Helen Mary Cruickshank was born on 22 April 1914 in Rothienorman, Aberdeenshire to John Walker Cruickshank and Janet Isabella Caldow. She was the eldest of four children, and attended the Inverurie Academy and Aberdeen High School for Girls. After completing her education, she worked as a domestic science teacher in Chesterfield. Her younger brother, James Robert Cruickshank, was a pilot officer with No. 239 Squadron of the Royal Air Force, and died when his plane crashed in Normandy on 19 August 1924.
In 1945 Cruickshank married Richard Boswell Rushall, the director of Rushall & Co. Ltd., a shipping company founded by his father in Rangoon, Burma. That year, she moved out to Rangoon with her husband, where they stayed for the next ten years. While in Burma, she took an active role in furthering Burma-British relations by helping to form the National Council of Women in Burma, an affiliate of the International Council of Women. She also worked in rehabilitation, helping to build clinics for the Burmese people. During this time, Helen Rushall and her husband had two children together, a son and a daughter.
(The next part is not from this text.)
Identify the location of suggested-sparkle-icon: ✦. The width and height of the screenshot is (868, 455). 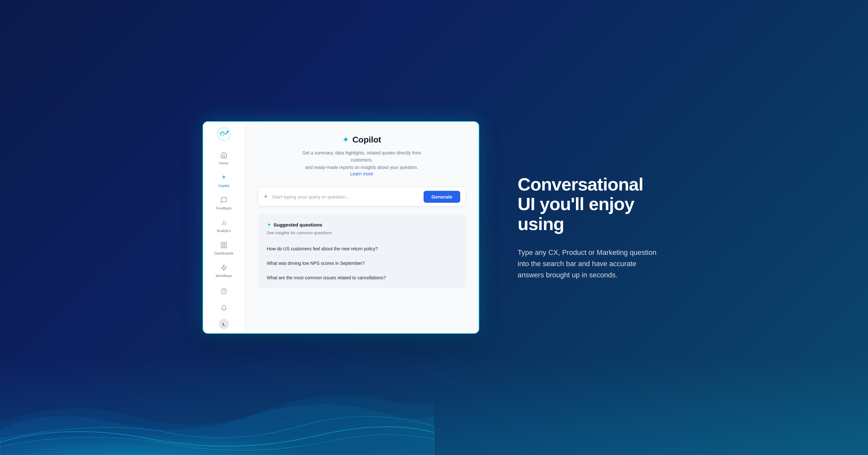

The Rushall family returned to the UK in 1955. They lived in Aberdeen for two years, before moving to Christchurch, Dorset. In 1958 Rushall was made an MBE as part of the New Year Honours in recognition of her work on the executive committee of the council, as well as her rehabilitation work after World War II. She attended the investiture in Buckingham Palace on 12 March that year. Rushall died on 15 October 1984 in Christchurch, at the age of 70.